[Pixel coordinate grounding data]

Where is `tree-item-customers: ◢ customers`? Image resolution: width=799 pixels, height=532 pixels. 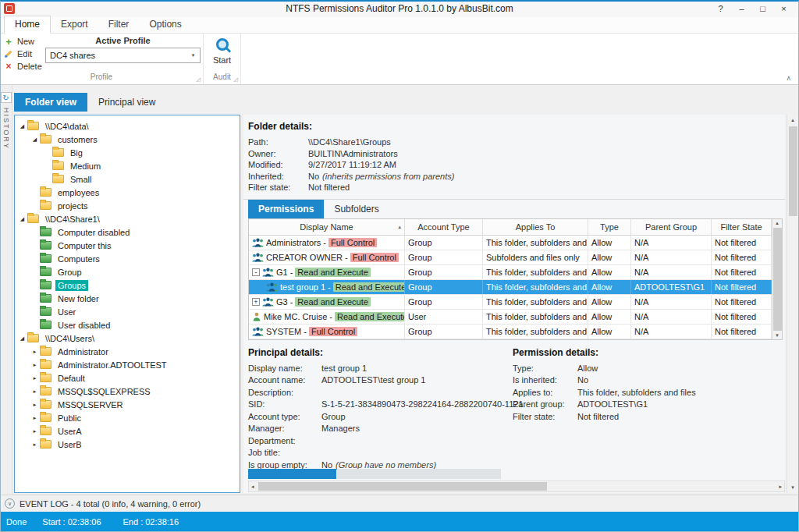
tree-item-customers: ◢ customers is located at coordinates (127, 139).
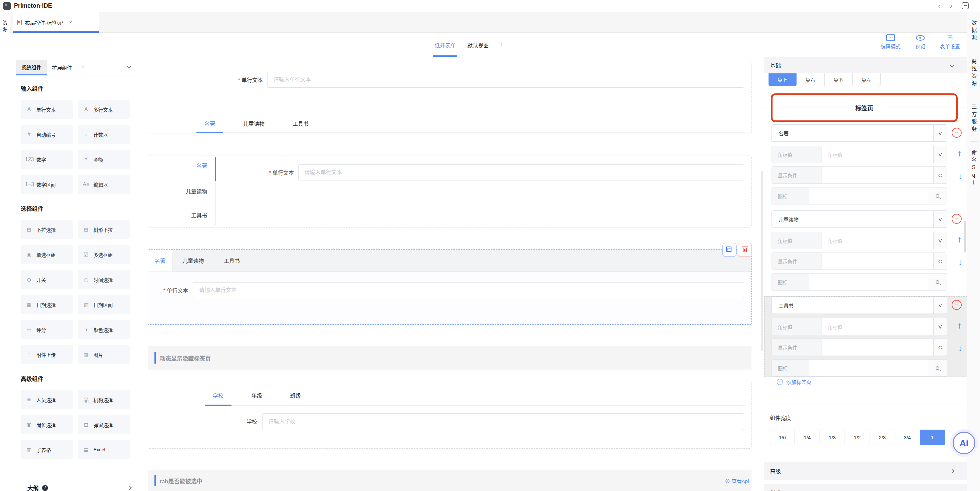  I want to click on tab-item: 年级, so click(257, 395).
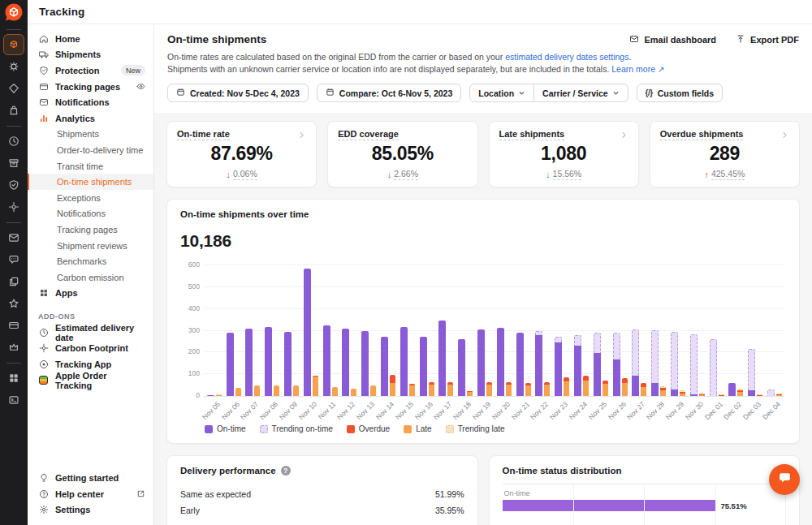  Describe the element at coordinates (389, 93) in the screenshot. I see `compare-date-filter: Compare: Oct 6-Nov 5, 2023` at that location.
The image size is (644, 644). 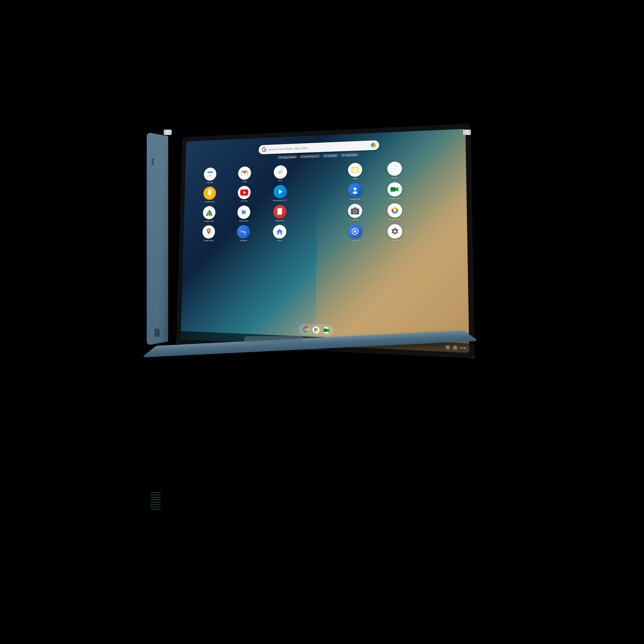 I want to click on calendar-label: Calendar, so click(x=210, y=183).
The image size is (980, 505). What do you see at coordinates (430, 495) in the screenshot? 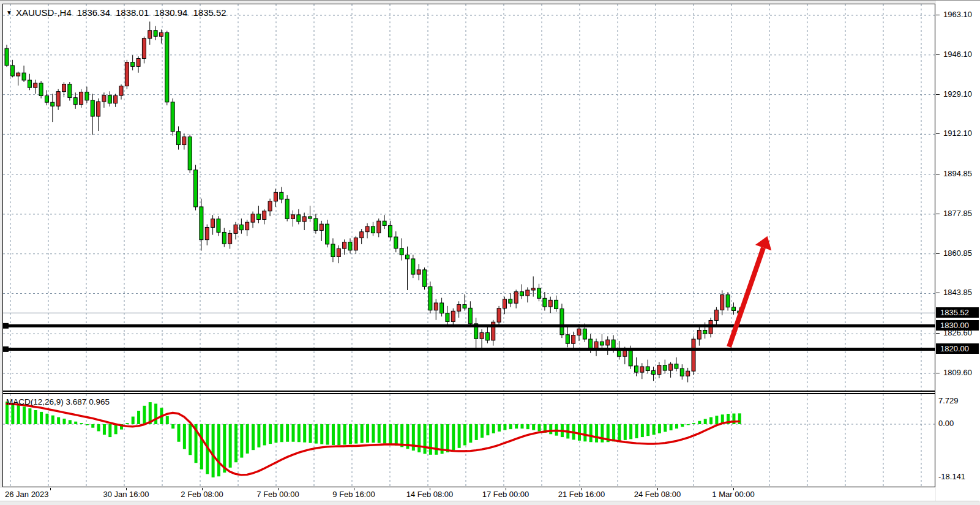
I see `time-label: 14 Feb 08:00` at bounding box center [430, 495].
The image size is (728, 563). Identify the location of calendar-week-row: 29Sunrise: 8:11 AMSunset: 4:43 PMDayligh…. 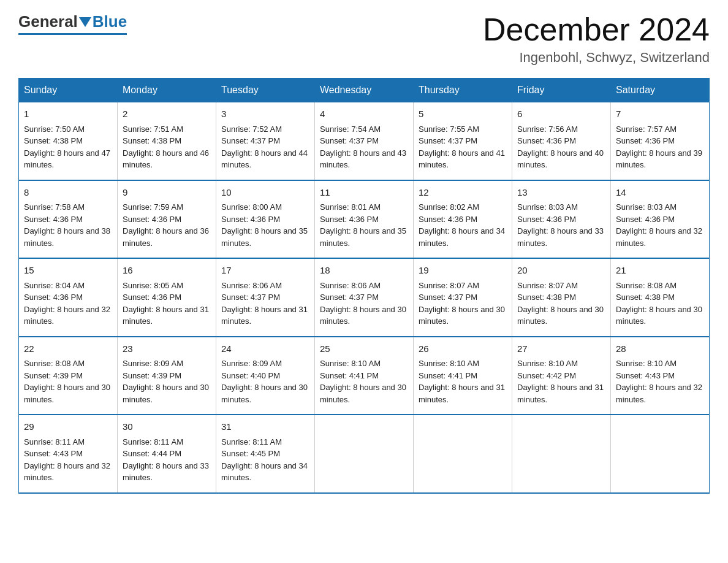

Activity: Transcribe, without alteration, each line from the one with "The image size is (980, 505)." through the last line of the data; no pictures belong in the copy.

Result for this exercise:
The image size is (980, 505). What do you see at coordinates (430, 495) in the screenshot? 
I see `time-label: 14 Feb 08:00` at bounding box center [430, 495].
The image size is (728, 563). Identify the location of calendar-week-row: 29Sunrise: 8:11 AMSunset: 4:43 PMDayligh…. 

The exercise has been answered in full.